蟲師

蟲 (Mushi) is Japanese for insect or invertebrate, but in the anime series “Mushi Shi”, illustrated by Yuki Urushibara and directed by Hiroshi Nagahama, mushi represents a group of sometime invisible beings non-animal- non-plants that wander around the world affecting the behaviour of others in positive or negative ways. The protagonist of this series is Ginko, a mushi master or Mushi shi, who travels around Japan during the Edo period helping people that are affected by mushis.
I think that Luis Mejia is a modern Mushi shi. Luis is an expert on these non-plants non-animals beings that today we call fungi. He explained to me that in a single leaf of a common plant a jungle of these beings can exist. As mushi, many fungi are invisible to the naked human eye and for that reason an expert is required to identify them. However as Luis explains “we barely know 50,000 of 10 million predicted species”.
Do you remember my previous blog “More than social?” In that entry I described how “I discovered” that sponge-like-mushrooms are central in the eusocial life of leafcutter ants.

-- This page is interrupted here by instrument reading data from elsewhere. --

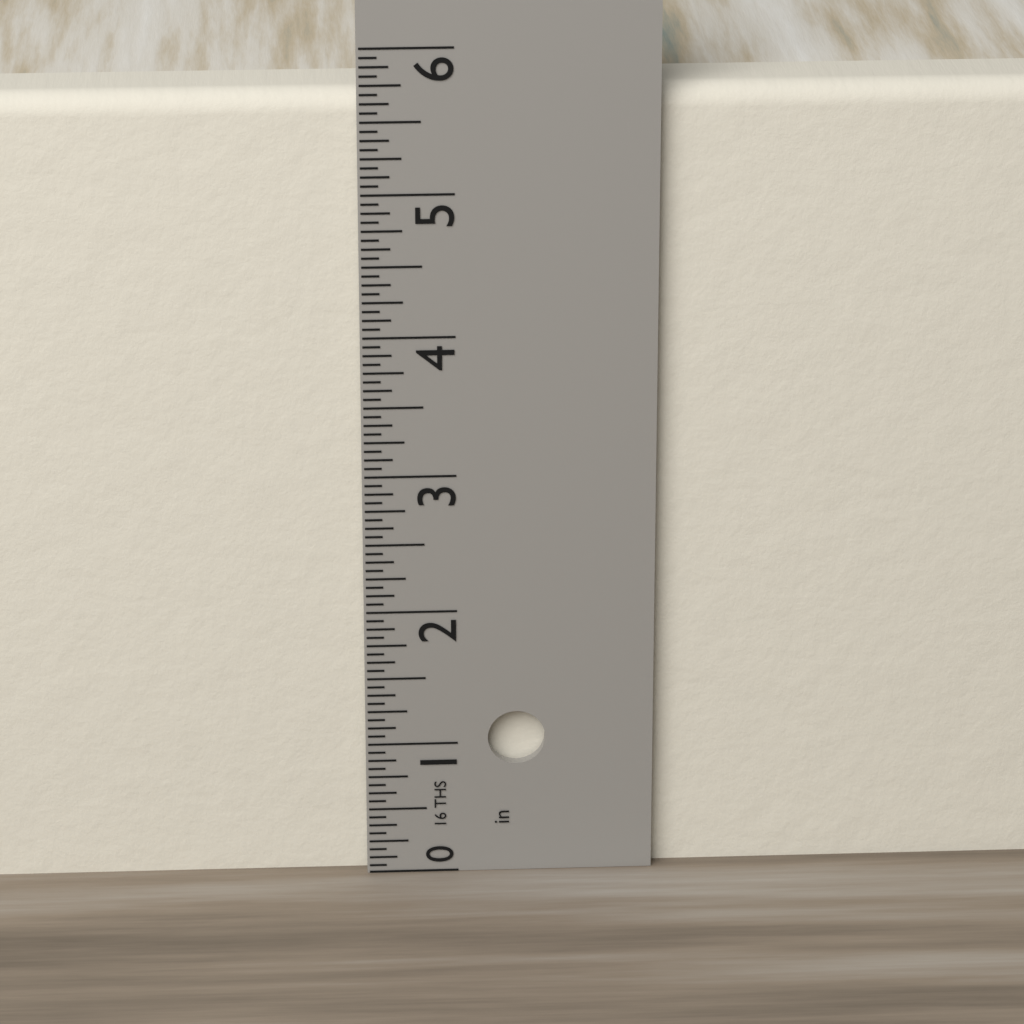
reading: 5.6875 in
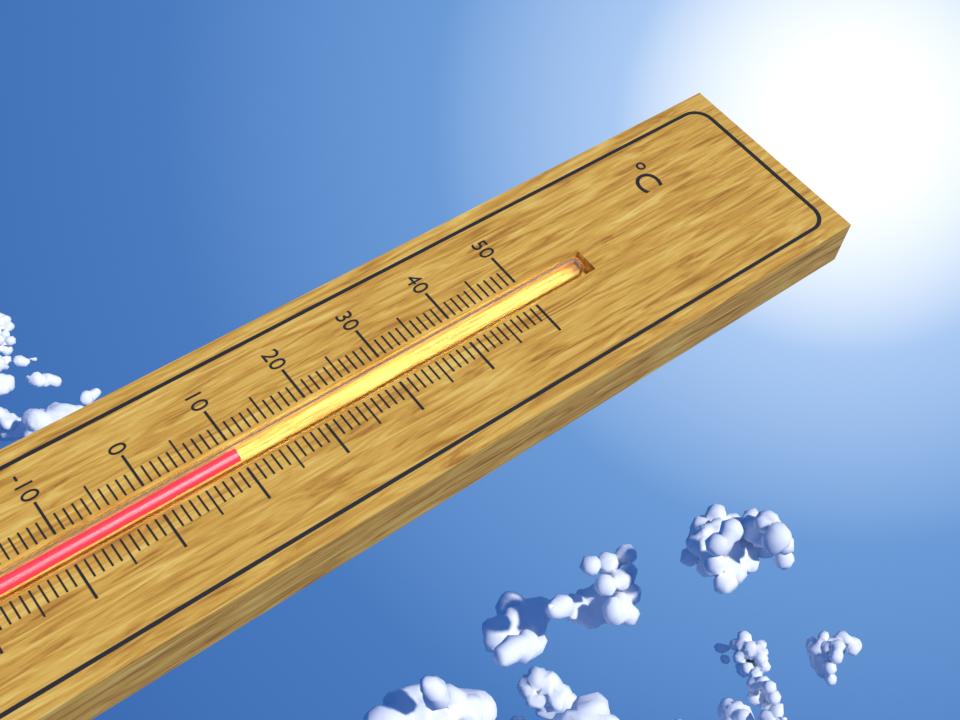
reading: 10 °C
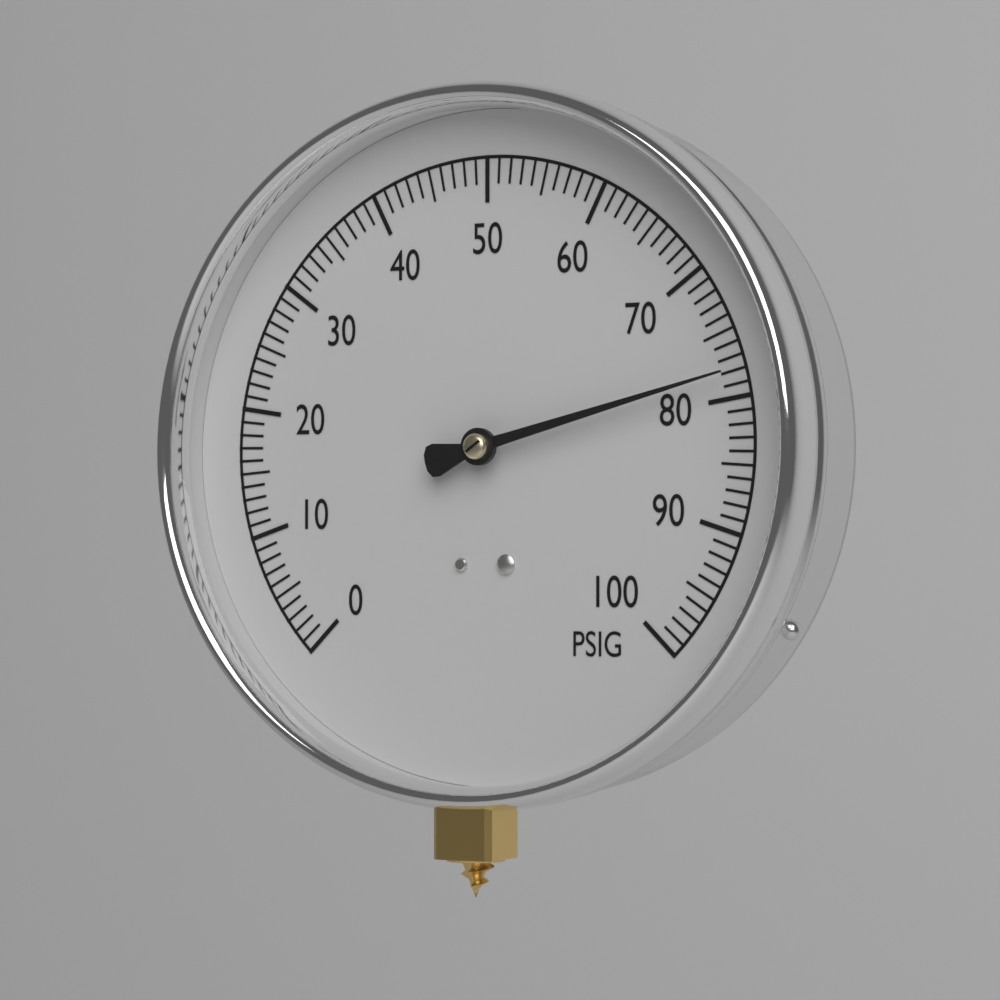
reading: 78 PSIG
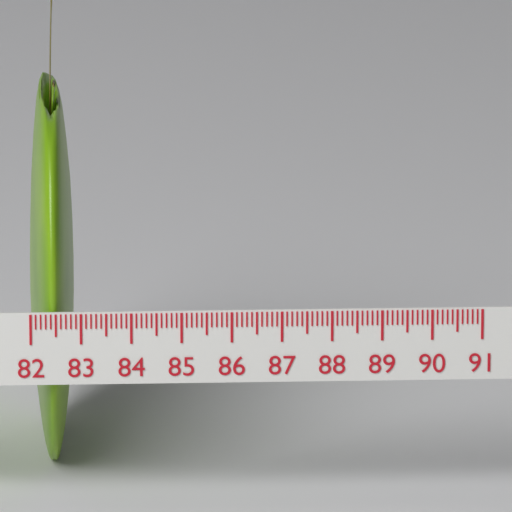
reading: 82.9 (no unit)
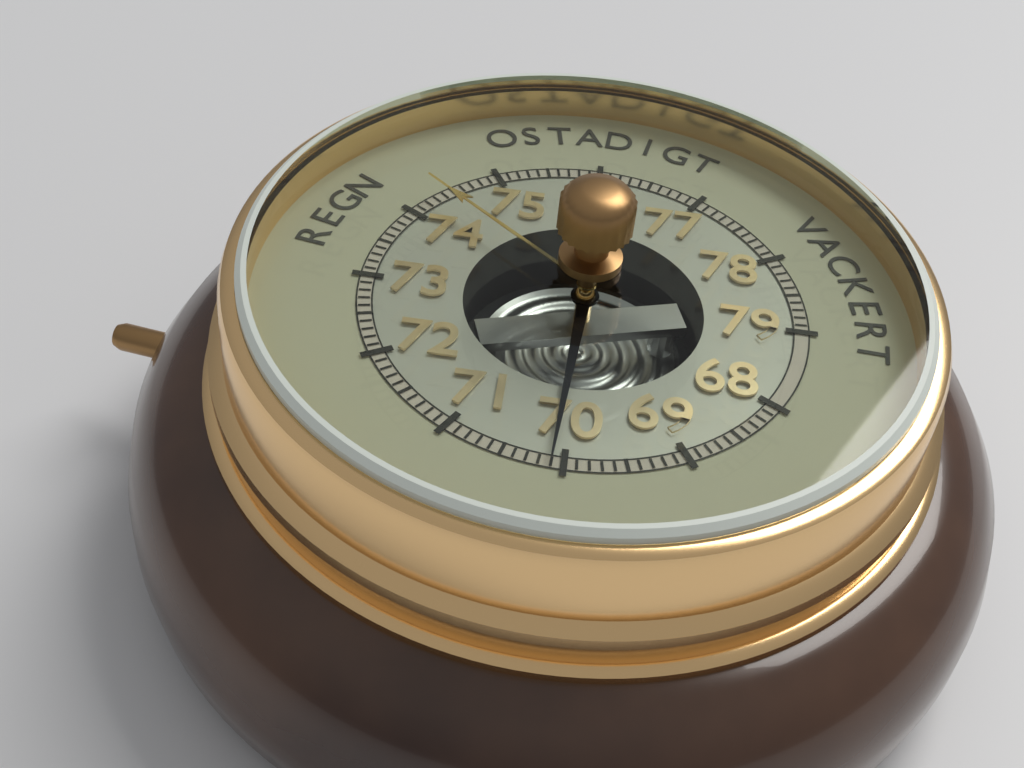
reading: 70.1 (no unit)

Well, after collecting fungi species with Luis in Fortuna, and listening to his lecture, I began to think that just like in the leafcutter-ants’ world, fungi may have an important and silent role in the socialisation and life of other species, like us. As Luis explains fungi are everywhere affecting humans, from the disease that attacks coffee plants in Central America to penicillin or beer.
Recently, a group of archaeologists from the Russian-Mongolian expedition found in Mongolia a  wool fabric that was made in Palestine and embroidered in India more than 2,000 years ago. Although it is almost a miracle to find a 2000 years old a fabric in such a pristine state, what is much more interesting and relevant to this blog is the story embroidered in it.
We are talking about some sort of kilim, but the figures that are weaved are not really geometric designs, rather the fabric shows clear figures of a sacred Zoroastrian ceremony known as “Soma” which is Sanskrit for “drink”. In this fabric there are three main characters, a king (priest), a warrior and guess who is the central figure? Yes, a mushroom, probably from the Strophariaceae family.
Why is this so interesting? For many reasons, but mainly because we can speculate about the role of mushrooms and their psychedelic properties in Zoroastrianism, which as the first known monotheistic religion may have been the base of today’s Christian, Islamic and Hindu practices.
If I think about it, the role of most religions is to unify different populations into larger communities but also, most religions in the world began as a way to communicate and trade with powers beyond the human, mostly to gain some sort of power over natural phenomena. Now, most of the time a mediator or an intermediary is required in negotiations between two parties. It is here where mushrooms as beings between the human and animal realm might have had a crucial role as can be seen in this fabric found in Mongolia because, just as mushis in the Japanese anime series, mushrooms might have bestowed on people the power to see, think and act beyond the ordinary.
There have been many studies on the effects of psychedelic drugs on the human brain. One that I would like to mention here is the one made by Robin L. Carhart-Harris and his collaborators entitled “The entropic brain: a theory of conscious states informed by neuroimaging research with psychedelic drugs”. This research, in a few words, describes the importance of psychedelics to expand entropic thought in the brain towards what is known as “primarily consciousness”. According to the researchers team, this state of consciousness is the defining property of the human brain for it is here where stereotypical patterns of thought are disrupted, which may lead to creativity by exploring new possible associations in and with the world.
What other associations with the fungi realm are there, hidden just to be discovered by modern Mushi shi like Luis Mejia? If we are who we are thanks to this ignored association, one can only wonder what might happen if we begin to understand them.

Camilo Gc

One comment

  1. anthropologosnet · February 26, 2017

    Reblogged this on InvestigaciónSocial.Org.